Quality Assurance During Brain Aneurysm Microsurgery—Operative Error Teaching

Marcelo Magaldi Oliveira, Carlos Eduardo Ferrarez, Renan Lovato, Pollyana Vieira Costa, Jose Augusto Malheiros, Leonardo Avellar, Manuel Granja, Eric Sauvageau, Carla Machado, Ricardo Hanel

World Neurosurgery, Available online 7 June 2019
https://doi.org/10.1016/j.wneu.2019.05.262

ABSTRACT

Introduction Quality assurance (QA) is a way to prevent mistakes in advance. Although it has been previously reported for surgical setup, there is no effective approach for minimizing microsurgical technical errors before an operation is done. Neurosurgery resident operative errors during brain aneurysm surgery could be foreseen by practicing in an ex vivo hybrid simulator with microscopic fluorescein vessel flow image.

Methods Five vascular neurosurgeons and 8 junior/senior neurosurgical residents voluntarily joined this research initiative. The following methodology was adopted: 1) Identification of the 7 most-common resident operative performance errors during brain aneurysm surgery; 2) Design of exercises to prevent common mistakes in brain aneurysm microsurgery using a placenta simulator; and 3) Blinded staff neurosurgeon evaluation of resident performance during real brain aneurysm microsurgery.

Results All key steps to perform such intervention were accomplished with a simulator that uses 2 placentas, a synthetic cranium, and microscopic fluorescein vessel flow image. Neurosurgery residents trained in this model had better surgical performance with fewer perioperative mistakes (P < 0.05). Fine microsurgical dissection of the arachnoid membrane and aneurysm sac were the most commonly improved tasks among the 7 common operative mistakes. Brain parenchyma traction with secondary bleeding was the only error not prevented after previous simulator training.

Conclusions There was a left-shift on the quality assurance line with residents who practiced brain aneurysm microsurgical errors in an ex vivo model. A multicentric prospective study is necessary to confirm the hypothesis that real operative error could be reduced after training in a realistic simulator.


INSTRUCTIONS TO FOLLOW -> Your answer needs to include each line of the records in which the string "Drops" can be found.

----

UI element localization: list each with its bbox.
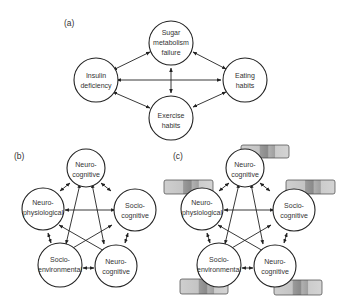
svg-text:Socio-: Socio- — [209, 256, 230, 263]
svg-text:Socio-: Socio- — [125, 202, 146, 209]
svg-text:cognitive: cognitive — [102, 268, 130, 276]
svg-text:cognitive: cognitive — [231, 171, 259, 179]
svg-text:Neuro-: Neuro- — [264, 258, 286, 265]
svg-text:Neuro-: Neuro- — [191, 199, 213, 206]
panel-c-label: (c) — [173, 151, 183, 161]
svg-text:deficiency: deficiency — [80, 82, 112, 90]
panel-a-label: (a) — [64, 18, 75, 28]
node-b-socioenvironmental: Socio- environmental — [38, 243, 82, 287]
svg-text:Insulin: Insulin — [86, 72, 106, 79]
svg-text:habits: habits — [236, 82, 255, 89]
panel-b: (b) Neuro- cognitive Neuro- physiologica… — [14, 149, 156, 287]
svg-text:metabolism: metabolism — [153, 39, 189, 46]
node-c-neurophysiological: Neuro- physiological — [181, 188, 223, 230]
node-b-sociocognitive: Socio- cognitive — [114, 189, 156, 231]
svg-text:environmental: environmental — [197, 266, 241, 273]
node-b-neurophysiological: Neuro- physiological — [22, 188, 64, 230]
node-c-neurocognitive-bottom: Neuro- cognitive — [254, 245, 296, 287]
node-b-neurocognitive-bottom: Neuro- cognitive — [95, 245, 137, 287]
svg-text:failure: failure — [161, 49, 180, 56]
node-eating-habits: Eating habits — [223, 58, 267, 102]
svg-text:Sugar: Sugar — [162, 29, 181, 37]
svg-text:Exercise: Exercise — [158, 112, 185, 119]
node-b-neurocognitive-top: Neuro- cognitive — [67, 149, 105, 187]
svg-text:cognitive: cognitive — [280, 212, 308, 220]
svg-text:environmental: environmental — [38, 266, 82, 273]
svg-text:Socio-: Socio- — [50, 256, 71, 263]
node-sugar-metabolism-failure: Sugar metabolism failure — [149, 21, 193, 65]
svg-text:Neuro-: Neuro- — [234, 161, 256, 168]
svg-text:physiological: physiological — [182, 209, 223, 217]
svg-text:cognitive: cognitive — [121, 212, 149, 220]
svg-text:Neuro-: Neuro- — [75, 161, 97, 168]
panel-b-label: (b) — [14, 151, 25, 161]
panel-a: (a) Sugar metabolism failure Insulin def… — [64, 18, 267, 140]
svg-text:cognitive: cognitive — [72, 171, 100, 179]
svg-text:Socio-: Socio- — [284, 202, 305, 209]
node-c-neurocognitive-top: Neuro- cognitive — [226, 149, 264, 187]
node-c-sociocognitive: Socio- cognitive — [273, 189, 315, 231]
panel-c: (c) Neuro- cognitive Ne — [164, 145, 335, 295]
svg-text:habits: habits — [162, 122, 181, 129]
svg-text:Neuro-: Neuro- — [32, 199, 54, 206]
node-insulin-deficiency: Insulin deficiency — [74, 58, 118, 102]
node-c-socioenvironmental: Socio- environmental — [197, 243, 241, 287]
svg-text:Eating: Eating — [235, 72, 255, 80]
svg-text:Neuro-: Neuro- — [105, 258, 127, 265]
diagram-canvas: (a) Sugar metabolism failure Insulin def… — [0, 0, 347, 303]
node-exercise-habits: Exercise habits — [149, 96, 193, 140]
svg-text:cognitive: cognitive — [261, 268, 289, 276]
svg-text:physiological: physiological — [23, 209, 64, 217]
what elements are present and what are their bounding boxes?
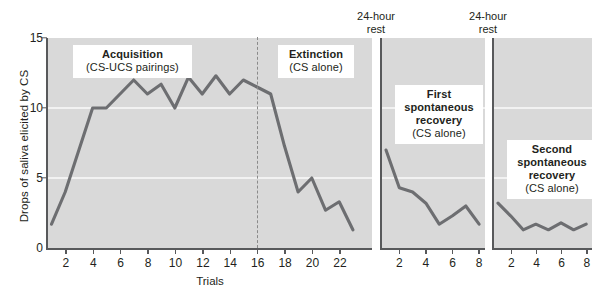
- y-tick-mark-5: [42, 177, 47, 178]
- rest-header-1: 24-hour rest: [331, 10, 421, 36]
- x-tick-label-p2-8: 8: [467, 256, 491, 270]
- x-tick-p3-4: [536, 249, 537, 254]
- y-tick-label-10: 10: [21, 101, 43, 115]
- x-tick-12: [202, 249, 203, 254]
- x-tick-label-2: 2: [54, 256, 78, 270]
- x-tick-label-12: 12: [191, 256, 215, 270]
- x-tick-label-20: 20: [301, 256, 325, 270]
- x-tick-label-p3-6: 6: [550, 256, 574, 270]
- y-tick-label-15: 15: [21, 31, 43, 45]
- callout-extinction: Extinction (CS alone): [278, 45, 354, 78]
- x-tick-p3-8: [586, 249, 587, 254]
- x-tick-label-p3-4: 4: [525, 256, 549, 270]
- x-tick-label-4: 4: [81, 256, 105, 270]
- callout-second-recovery-title-1: Second: [514, 143, 590, 156]
- x-tick-p2-4: [425, 249, 426, 254]
- panel-3-y-axis-line: [492, 38, 494, 248]
- callout-extinction-title: Extinction: [285, 48, 347, 61]
- x-tick-label-p3-8: 8: [575, 256, 599, 270]
- y-tick-mark-10: [42, 107, 47, 108]
- rest-header-1-line2: rest: [331, 23, 421, 36]
- callout-acquisition: Acquisition (CS-UCS pairings): [73, 45, 192, 78]
- x-tick-20: [312, 249, 313, 254]
- panel-2-x-axis-line: [380, 248, 485, 250]
- callout-extinction-subtitle: (CS alone): [285, 61, 347, 74]
- x-tick-p3-6: [561, 249, 562, 254]
- x-tick-label-22: 22: [328, 256, 352, 270]
- x-tick-p2-2: [399, 249, 400, 254]
- x-tick-18: [284, 249, 285, 254]
- x-tick-label-p2-4: 4: [414, 256, 438, 270]
- x-tick-p2-6: [452, 249, 453, 254]
- data-line-first-recovery: [386, 150, 479, 224]
- rest-header-2: 24-hour rest: [443, 10, 533, 36]
- callout-acquisition-title: Acquisition: [80, 48, 185, 61]
- y-tick-mark-15: [42, 37, 47, 38]
- callout-acquisition-subtitle: (CS-UCS pairings): [80, 61, 185, 74]
- x-tick-label-p2-6: 6: [441, 256, 465, 270]
- x-tick-2: [65, 249, 66, 254]
- panel-1-x-axis-line: [46, 248, 372, 250]
- callout-second-recovery-title-3: recovery: [514, 169, 590, 182]
- data-line-second-recovery: [498, 203, 586, 230]
- spontaneous-recovery-chart: Drops of saliva elicited by CS 15 10 5 0…: [0, 0, 610, 302]
- y-tick-label-0: 0: [21, 241, 43, 255]
- y-tick-label-5: 5: [21, 171, 43, 185]
- x-tick-8: [147, 249, 148, 254]
- x-tick-label-16: 16: [246, 256, 270, 270]
- x-tick-label-p2-2: 2: [387, 256, 411, 270]
- callout-second-recovery-title-2: spontaneous: [514, 156, 590, 169]
- x-tick-label-6: 6: [109, 256, 133, 270]
- y-axis-label: Drops of saliva elicited by CS: [18, 46, 30, 246]
- callout-second-spontaneous-recovery: Second spontaneous recovery (CS alone): [507, 140, 597, 199]
- x-tick-label-10: 10: [164, 256, 188, 270]
- panel-3-x-axis-line: [492, 248, 592, 250]
- x-tick-4: [93, 249, 94, 254]
- callout-first-spontaneous-recovery: First spontaneous recovery (CS alone): [395, 85, 483, 144]
- callout-first-recovery-subtitle: (CS alone): [402, 127, 476, 140]
- x-axis-title: Trials: [170, 275, 250, 287]
- x-tick-p3-2: [511, 249, 512, 254]
- x-tick-16: [257, 249, 258, 254]
- x-tick-label-14: 14: [218, 256, 242, 270]
- x-tick-22: [339, 249, 340, 254]
- callout-second-recovery-subtitle: (CS alone): [514, 182, 590, 195]
- panel-2-y-axis-line: [380, 38, 382, 248]
- x-tick-6: [120, 249, 121, 254]
- phase-divider-dashed-line: [257, 37, 258, 248]
- x-tick-14: [230, 249, 231, 254]
- x-tick-label-18: 18: [273, 256, 297, 270]
- data-line-acquisition-extinction: [52, 76, 353, 230]
- x-tick-label-p3-2: 2: [499, 256, 523, 270]
- callout-first-recovery-title-2: spontaneous: [402, 101, 476, 114]
- rest-header-2-line1: 24-hour: [443, 10, 533, 23]
- x-tick-p2-8: [478, 249, 479, 254]
- x-tick-label-8: 8: [136, 256, 160, 270]
- x-tick-10: [175, 249, 176, 254]
- rest-header-2-line2: rest: [443, 23, 533, 36]
- rest-header-1-line1: 24-hour: [331, 10, 421, 23]
- callout-first-recovery-title-1: First: [402, 88, 476, 101]
- callout-first-recovery-title-3: recovery: [402, 114, 476, 127]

----

RESULT OF THE TASK ->
- spontaneous-recovery-chart: Drops of saliva elicited by CS 15 10 5 0…: [0, 0, 610, 302]
- y-axis-label: Drops of saliva elicited by CS: [18, 46, 30, 246]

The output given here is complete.